Human Trafficking: Operation Wizard

July 3, 2018 Crime , OPINION/NEWS , OTHER , South America

Reuters photo

 

By

Ricardo Swire

 

 

Two simultaneous law enforcement operations were recently staged by Interpol, Spain’s Civil Guard and Venezuela Bolivarian National Police, the tactical offensive shutting down a thriving, high-value, transnational sex trafficking network. The nine member criminal syndicate exploited girls and women who escaped South America’s ongoing violence. The sex trafficking scheme also channelled cash for money laundering and other organized crimes. Victims zealously sought employment opportunities overseas, but were connived and redirected to forced prostitution. Statistics highlight sex trafficking as the most common type of trafficking.

 

Eighty percent of human trafficking involves some type of sexual exploitation. The average cost of a person sold to slavery is US$90. In December 2017 Operation Wizard began after Spanish Civil Guard officers noticed a significant increase of Venezuelan female prostitutes, employed to nightclubs in Salamanca province north-western Spain. Previously an unrelated report by Eurostat, or the European Union (EU) statistics company, quantified 1,605 women smuggled to Spain, held against their will and forced to work as prostitutes, the second highest amount of human trafficking/sex slavery cases recorded in Europe.

 

On February 14, 2018 Spanish Civil Guard officers detained a sexual predator and member of an international ring, dedicated to the recruitment of children for paedophile purposes. His arrest was made in the Spanish port city Alicante. From May 30, 2018 Operation Wizard’s surveillance began across Salamanca, Toledo and Valencia provinces, with assistance from Venezuela’s Judicial Police. On Saturday June 16, 2018 the probe climaxed in Salamaca, Operation Wizard’s “control centre.”

 

Eight search warrants were executed at select residences. The law enforcement team confiscated €2,115, 877, 07 worth of illegal merchandise, 214 bank products, 105 financial instruments and 27 vehicles. Operation Wizard’s Bolivarian National Police participants detained one ringleader in Venezuela. He awaits extradition to Spain. The crime entity was comprised of five men and four women, ages ranging from twenty-two to sixty-five years.

 

Participating nightclubs reported to the sex trafficking syndicate bosses about the Venezuelan forced prostitutes’ activities and performances. Eight businesses were established as fronts to clean the cash, multiple phone numbers and varied itineraries being two extra security measures practiced to evade law enforcement surveillance. Operation Wizard enforcers exchanged intelligence and worked in tandem with Colombia’s state Norte de Santander counterparts.

 

An August 2017 regional intelligence report registered 25,000 Venezuelans traversing the Colombian border daily using six official crossings. Such arrivals boosted sex traffickers’ profits and provided alternative cheap labor across the region. Caribbean jurisdictions such as the Dominican Republic (DR) affected. Physical evidence dictated most Venezuelan migrants to the DR are drug mules. The Santo Domingo province Lead Prosecutor confirmed “it has broken all records” in his country. Since October 2016 three to four Venezuelan mules were intercepted weekly, entering the DR via commercial flights. Ninety percent of all drug mules caught by DR immigration and customs were Venezuelans.

 

 

 

 

Ricardo Swire - Tuck Magazine

Ricardo Swire

Ricardo Swire is the Principal Consultant at R-L-H Security Consultants & Business Support Services and writes on a number of important issues.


-- Problem statement --
Everything in the entries is to be written out exactly, except for the pictures.

[Information given]

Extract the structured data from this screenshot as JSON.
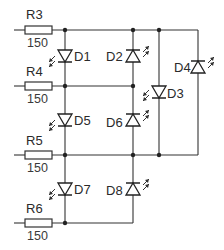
{
  "diagram": {
    "type": "charlieplexing-led-schematic",
    "colors": {
      "wire": "#333333",
      "background": "#ffffff"
    },
    "resistors": [
      {
        "id": "R3",
        "label": "R3",
        "value": "150"
      },
      {
        "id": "R4",
        "label": "R4",
        "value": "150"
      },
      {
        "id": "R5",
        "label": "R5",
        "value": "150"
      },
      {
        "id": "R6",
        "label": "R6",
        "value": "150"
      }
    ],
    "leds": [
      {
        "id": "D1",
        "label": "D1",
        "direction": "down"
      },
      {
        "id": "D2",
        "label": "D2",
        "direction": "up"
      },
      {
        "id": "D3",
        "label": "D3",
        "direction": "down"
      },
      {
        "id": "D4",
        "label": "D4",
        "direction": "up"
      },
      {
        "id": "D5",
        "label": "D5",
        "direction": "down"
      },
      {
        "id": "D6",
        "label": "D6",
        "direction": "up"
      },
      {
        "id": "D7",
        "label": "D7",
        "direction": "down"
      },
      {
        "id": "D8",
        "label": "D8",
        "direction": "up"
      }
    ]
  }
}
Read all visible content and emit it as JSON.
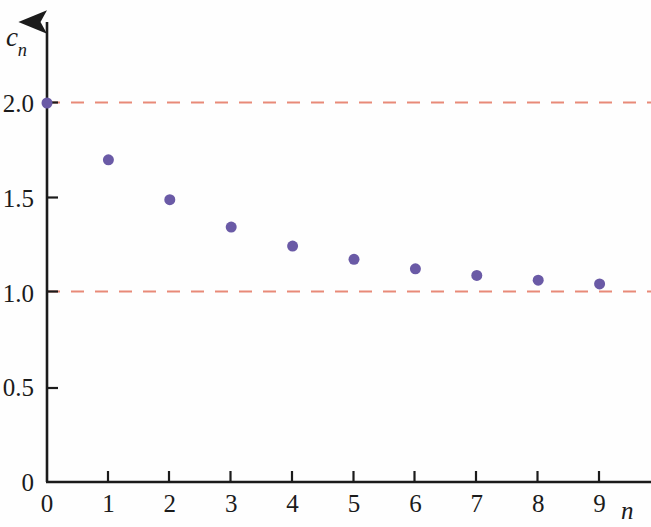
{
  "figure": {
    "background_color": "#fefefe",
    "axis_color": "#1b1b1b",
    "point_color": "#6a5aa6",
    "asymptote_color": "#e88a78"
  },
  "axes": {
    "y_label": "c",
    "y_label_subscript": "n",
    "x_label": "n",
    "y_ticks": [
      "0",
      "0.5",
      "1.0",
      "1.5",
      "2.0"
    ],
    "x_ticks": [
      "0",
      "1",
      "2",
      "3",
      "4",
      "5",
      "6",
      "7",
      "8",
      "9"
    ]
  },
  "chart_data": {
    "type": "scatter",
    "title": "",
    "xlabel": "n",
    "ylabel": "c_n",
    "x": [
      0,
      1,
      2,
      3,
      4,
      5,
      6,
      7,
      8,
      9
    ],
    "values": [
      2.0,
      1.7,
      1.49,
      1.345,
      1.245,
      1.175,
      1.125,
      1.09,
      1.065,
      1.045
    ],
    "series": [
      {
        "name": "c_n",
        "values": [
          2.0,
          1.7,
          1.49,
          1.345,
          1.245,
          1.175,
          1.125,
          1.09,
          1.065,
          1.045
        ]
      }
    ],
    "xlim": [
      0,
      9.8
    ],
    "ylim": [
      0,
      2.15
    ],
    "xticks": [
      0,
      1,
      2,
      3,
      4,
      5,
      6,
      7,
      8,
      9
    ],
    "yticks": [
      0,
      0.5,
      1.0,
      1.5,
      2.0
    ],
    "ytick_labels": [
      "0",
      "0.5",
      "1.0",
      "1.5",
      "2.0"
    ],
    "xtick_labels": [
      "0",
      "1",
      "2",
      "3",
      "4",
      "5",
      "6",
      "7",
      "8",
      "9"
    ],
    "grid": false,
    "legend": null,
    "marker": "circle",
    "marker_color": "#6a5aa6",
    "marker_size": 11,
    "reference_lines": [
      {
        "name": "upper-asymptote",
        "y": 2.0,
        "style": "dashed",
        "color": "#e88a78"
      },
      {
        "name": "lower-asymptote",
        "y": 1.0,
        "style": "dashed",
        "color": "#e88a78"
      }
    ],
    "annotations": []
  }
}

[/Information given]

-- Problem solution --
Extract the structured data from this screenshot as JSON.
{
  "diagram": {
    "type": "charlieplexing-led-schematic",
    "colors": {
      "wire": "#333333",
      "background": "#ffffff"
    },
    "resistors": [
      {
        "id": "R3",
        "label": "R3",
        "value": "150"
      },
      {
        "id": "R4",
        "label": "R4",
        "value": "150"
      },
      {
        "id": "R5",
        "label": "R5",
        "value": "150"
      },
      {
        "id": "R6",
        "label": "R6",
        "value": "150"
      }
    ],
    "leds": [
      {
        "id": "D1",
        "label": "D1",
        "direction": "down"
      },
      {
        "id": "D2",
        "label": "D2",
        "direction": "up"
      },
      {
        "id": "D3",
        "label": "D3",
        "direction": "down"
      },
      {
        "id": "D4",
        "label": "D4",
        "direction": "up"
      },
      {
        "id": "D5",
        "label": "D5",
        "direction": "down"
      },
      {
        "id": "D6",
        "label": "D6",
        "direction": "up"
      },
      {
        "id": "D7",
        "label": "D7",
        "direction": "down"
      },
      {
        "id": "D8",
        "label": "D8",
        "direction": "up"
      }
    ]
  }
}
Read all visible content and emit it as JSON.
{
  "figure": {
    "background_color": "#fefefe",
    "axis_color": "#1b1b1b",
    "point_color": "#6a5aa6",
    "asymptote_color": "#e88a78"
  },
  "axes": {
    "y_label": "c",
    "y_label_subscript": "n",
    "x_label": "n",
    "y_ticks": [
      "0",
      "0.5",
      "1.0",
      "1.5",
      "2.0"
    ],
    "x_ticks": [
      "0",
      "1",
      "2",
      "3",
      "4",
      "5",
      "6",
      "7",
      "8",
      "9"
    ]
  },
  "chart_data": {
    "type": "scatter",
    "title": "",
    "xlabel": "n",
    "ylabel": "c_n",
    "x": [
      0,
      1,
      2,
      3,
      4,
      5,
      6,
      7,
      8,
      9
    ],
    "values": [
      2.0,
      1.7,
      1.49,
      1.345,
      1.245,
      1.175,
      1.125,
      1.09,
      1.065,
      1.045
    ],
    "series": [
      {
        "name": "c_n",
        "values": [
          2.0,
          1.7,
          1.49,
          1.345,
          1.245,
          1.175,
          1.125,
          1.09,
          1.065,
          1.045
        ]
      }
    ],
    "xlim": [
      0,
      9.8
    ],
    "ylim": [
      0,
      2.15
    ],
    "xticks": [
      0,
      1,
      2,
      3,
      4,
      5,
      6,
      7,
      8,
      9
    ],
    "yticks": [
      0,
      0.5,
      1.0,
      1.5,
      2.0
    ],
    "ytick_labels": [
      "0",
      "0.5",
      "1.0",
      "1.5",
      "2.0"
    ],
    "xtick_labels": [
      "0",
      "1",
      "2",
      "3",
      "4",
      "5",
      "6",
      "7",
      "8",
      "9"
    ],
    "grid": false,
    "legend": null,
    "marker": "circle",
    "marker_color": "#6a5aa6",
    "marker_size": 11,
    "reference_lines": [
      {
        "name": "upper-asymptote",
        "y": 2.0,
        "style": "dashed",
        "color": "#e88a78"
      },
      {
        "name": "lower-asymptote",
        "y": 1.0,
        "style": "dashed",
        "color": "#e88a78"
      }
    ],
    "annotations": []
  }
}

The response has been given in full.